I would actually bet on average democracy continuing to increase over the next few decades.* Over this timespan, I’m still pretty inclined to extrapolate the rising trend forward, rather than updating very much on the past decade or so of possible backsliding. It also seems relevant that many relatively poorer and less democratic countries are continuing to develop, supposing that development actually is an important factor in democratization.
I also don’t think there are any signs that automation is already playing a major role in democratic backsliding. (I think much more automation is probably necessary). So, unless there’s really rapid AI progress, I don’t expect the specific causal mechanism I’m nervous about to kick in for a while.

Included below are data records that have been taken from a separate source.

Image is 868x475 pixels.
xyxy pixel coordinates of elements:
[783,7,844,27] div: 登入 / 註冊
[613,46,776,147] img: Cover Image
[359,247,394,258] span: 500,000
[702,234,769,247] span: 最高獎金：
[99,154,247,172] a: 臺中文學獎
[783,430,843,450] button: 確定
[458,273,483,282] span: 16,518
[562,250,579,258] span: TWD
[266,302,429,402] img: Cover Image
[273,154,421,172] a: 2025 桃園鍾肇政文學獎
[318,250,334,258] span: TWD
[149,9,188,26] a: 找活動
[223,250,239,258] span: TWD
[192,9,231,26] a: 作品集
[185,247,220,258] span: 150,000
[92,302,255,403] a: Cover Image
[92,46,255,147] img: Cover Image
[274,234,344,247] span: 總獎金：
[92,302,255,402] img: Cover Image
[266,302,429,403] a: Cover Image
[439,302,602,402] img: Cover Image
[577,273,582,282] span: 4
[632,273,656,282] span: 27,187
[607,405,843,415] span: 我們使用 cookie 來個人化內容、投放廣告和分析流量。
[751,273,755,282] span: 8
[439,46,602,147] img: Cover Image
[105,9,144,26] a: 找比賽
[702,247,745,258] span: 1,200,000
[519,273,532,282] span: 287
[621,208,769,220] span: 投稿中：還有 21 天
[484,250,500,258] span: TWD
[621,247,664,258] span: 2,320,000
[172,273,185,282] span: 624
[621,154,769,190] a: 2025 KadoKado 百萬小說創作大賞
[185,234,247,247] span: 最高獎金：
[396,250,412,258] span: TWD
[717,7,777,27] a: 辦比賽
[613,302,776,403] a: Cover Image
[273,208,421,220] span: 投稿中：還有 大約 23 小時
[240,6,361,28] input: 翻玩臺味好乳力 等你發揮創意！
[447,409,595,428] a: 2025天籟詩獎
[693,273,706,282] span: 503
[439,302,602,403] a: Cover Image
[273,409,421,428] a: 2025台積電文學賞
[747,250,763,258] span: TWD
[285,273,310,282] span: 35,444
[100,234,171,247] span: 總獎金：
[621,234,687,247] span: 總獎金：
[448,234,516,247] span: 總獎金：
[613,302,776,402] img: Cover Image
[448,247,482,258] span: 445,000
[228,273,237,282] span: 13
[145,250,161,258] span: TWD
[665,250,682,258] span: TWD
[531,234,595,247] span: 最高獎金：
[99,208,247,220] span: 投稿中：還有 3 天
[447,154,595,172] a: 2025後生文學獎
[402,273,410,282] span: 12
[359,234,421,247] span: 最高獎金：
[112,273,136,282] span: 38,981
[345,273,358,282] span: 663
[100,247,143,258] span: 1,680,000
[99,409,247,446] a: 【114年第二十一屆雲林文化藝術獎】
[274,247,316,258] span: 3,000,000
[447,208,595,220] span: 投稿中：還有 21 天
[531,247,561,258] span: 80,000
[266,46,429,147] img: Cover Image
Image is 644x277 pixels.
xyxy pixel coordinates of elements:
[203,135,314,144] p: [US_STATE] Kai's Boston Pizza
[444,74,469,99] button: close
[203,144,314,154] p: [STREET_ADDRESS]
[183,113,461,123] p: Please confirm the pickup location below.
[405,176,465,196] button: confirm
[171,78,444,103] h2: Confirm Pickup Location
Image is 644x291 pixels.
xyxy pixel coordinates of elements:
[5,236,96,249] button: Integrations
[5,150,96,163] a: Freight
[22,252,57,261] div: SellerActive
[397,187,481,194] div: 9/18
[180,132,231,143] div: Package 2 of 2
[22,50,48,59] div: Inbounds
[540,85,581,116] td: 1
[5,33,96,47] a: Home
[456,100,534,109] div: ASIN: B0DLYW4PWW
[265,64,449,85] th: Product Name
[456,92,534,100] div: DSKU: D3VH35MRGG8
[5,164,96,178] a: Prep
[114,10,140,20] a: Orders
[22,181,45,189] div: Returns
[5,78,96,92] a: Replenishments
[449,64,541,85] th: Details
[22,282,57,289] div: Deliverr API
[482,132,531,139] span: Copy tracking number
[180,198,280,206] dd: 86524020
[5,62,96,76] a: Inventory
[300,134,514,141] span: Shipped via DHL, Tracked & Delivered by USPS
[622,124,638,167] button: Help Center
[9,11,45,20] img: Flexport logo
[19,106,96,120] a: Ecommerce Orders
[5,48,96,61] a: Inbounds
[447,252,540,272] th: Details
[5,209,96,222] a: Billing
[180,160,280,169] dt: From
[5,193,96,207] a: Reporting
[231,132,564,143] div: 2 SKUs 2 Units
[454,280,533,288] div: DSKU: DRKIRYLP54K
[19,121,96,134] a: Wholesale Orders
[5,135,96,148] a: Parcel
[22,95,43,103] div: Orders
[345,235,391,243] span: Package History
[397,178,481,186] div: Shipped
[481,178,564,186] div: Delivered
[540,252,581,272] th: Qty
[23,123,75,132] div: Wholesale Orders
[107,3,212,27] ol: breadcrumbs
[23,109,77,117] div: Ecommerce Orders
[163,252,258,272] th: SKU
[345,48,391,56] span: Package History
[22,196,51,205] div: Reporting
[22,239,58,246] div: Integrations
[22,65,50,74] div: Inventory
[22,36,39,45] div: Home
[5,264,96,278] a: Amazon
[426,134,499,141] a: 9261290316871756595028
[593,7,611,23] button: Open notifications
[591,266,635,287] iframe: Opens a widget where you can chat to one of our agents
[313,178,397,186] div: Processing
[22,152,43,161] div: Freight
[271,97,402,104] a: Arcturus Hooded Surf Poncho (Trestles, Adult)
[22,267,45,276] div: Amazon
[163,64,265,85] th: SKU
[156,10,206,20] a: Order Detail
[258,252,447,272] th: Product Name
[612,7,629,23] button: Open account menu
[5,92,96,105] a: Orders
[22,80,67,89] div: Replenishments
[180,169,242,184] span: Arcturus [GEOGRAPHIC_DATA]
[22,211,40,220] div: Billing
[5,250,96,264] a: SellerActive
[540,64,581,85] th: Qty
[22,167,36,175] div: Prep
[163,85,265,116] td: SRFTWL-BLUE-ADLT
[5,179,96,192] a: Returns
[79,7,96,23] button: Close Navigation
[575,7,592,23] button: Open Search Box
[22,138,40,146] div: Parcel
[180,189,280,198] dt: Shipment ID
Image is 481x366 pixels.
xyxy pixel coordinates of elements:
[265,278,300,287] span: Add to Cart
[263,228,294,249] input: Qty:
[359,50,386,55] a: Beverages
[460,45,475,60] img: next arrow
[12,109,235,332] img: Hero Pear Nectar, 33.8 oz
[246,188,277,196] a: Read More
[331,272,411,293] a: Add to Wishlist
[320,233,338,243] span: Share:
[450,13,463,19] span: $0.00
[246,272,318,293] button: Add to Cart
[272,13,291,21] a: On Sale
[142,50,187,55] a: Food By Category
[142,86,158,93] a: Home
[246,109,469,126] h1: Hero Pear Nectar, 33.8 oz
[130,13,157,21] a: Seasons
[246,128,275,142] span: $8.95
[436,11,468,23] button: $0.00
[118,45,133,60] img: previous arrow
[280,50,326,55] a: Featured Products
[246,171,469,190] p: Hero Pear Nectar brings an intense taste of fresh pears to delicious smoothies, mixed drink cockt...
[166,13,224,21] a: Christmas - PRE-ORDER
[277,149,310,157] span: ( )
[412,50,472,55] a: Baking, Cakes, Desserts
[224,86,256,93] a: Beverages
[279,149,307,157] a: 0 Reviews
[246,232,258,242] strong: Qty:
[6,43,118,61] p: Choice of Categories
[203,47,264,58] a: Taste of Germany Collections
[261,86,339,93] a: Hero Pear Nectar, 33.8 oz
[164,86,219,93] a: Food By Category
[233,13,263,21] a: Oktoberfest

*Off the top of my head, conditional on the Polity project continuing to exist, I might say there’s something like a 70% chance that the average country’s Polity score is higher in 2050 than it is today.
I would actually bet on average democracy continuing to increase over the next few decades.* Over this timespan, I’m still pretty inclined to extrapolate the rising trend forward, rather than updating very much on the past decade or so of possible backsliding. It also seems relevant that many relatively poorer and less democratic countries are continuing to develop, supposing that development actually is an important factor in democratization.

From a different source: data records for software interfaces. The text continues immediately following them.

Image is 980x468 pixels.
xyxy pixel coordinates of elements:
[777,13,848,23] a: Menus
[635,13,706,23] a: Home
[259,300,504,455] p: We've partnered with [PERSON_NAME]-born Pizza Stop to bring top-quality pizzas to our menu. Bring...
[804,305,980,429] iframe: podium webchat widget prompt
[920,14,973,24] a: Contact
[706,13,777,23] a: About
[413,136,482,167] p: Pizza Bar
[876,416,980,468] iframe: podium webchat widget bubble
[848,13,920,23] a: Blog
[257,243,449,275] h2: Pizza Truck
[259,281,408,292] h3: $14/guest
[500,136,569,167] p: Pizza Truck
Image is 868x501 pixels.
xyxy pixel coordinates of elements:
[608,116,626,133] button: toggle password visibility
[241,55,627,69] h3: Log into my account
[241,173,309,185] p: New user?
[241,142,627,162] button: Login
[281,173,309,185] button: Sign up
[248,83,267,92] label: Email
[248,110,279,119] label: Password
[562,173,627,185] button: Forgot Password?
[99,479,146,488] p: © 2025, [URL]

I also don’t think there are any signs that automation is already playing a major role in democratic backsliding. (I think much more automation is probably necessary). So, unless there’s really rapid AI progress, I don’t expect the specific causal mechanism I’m nervous about to kick in for a while.
*Off the top of my head, conditional on the Polity project continuing to exist, I might say there’s something like a 70% chance that the average country’s Polity score is higher in 2050 than it is today.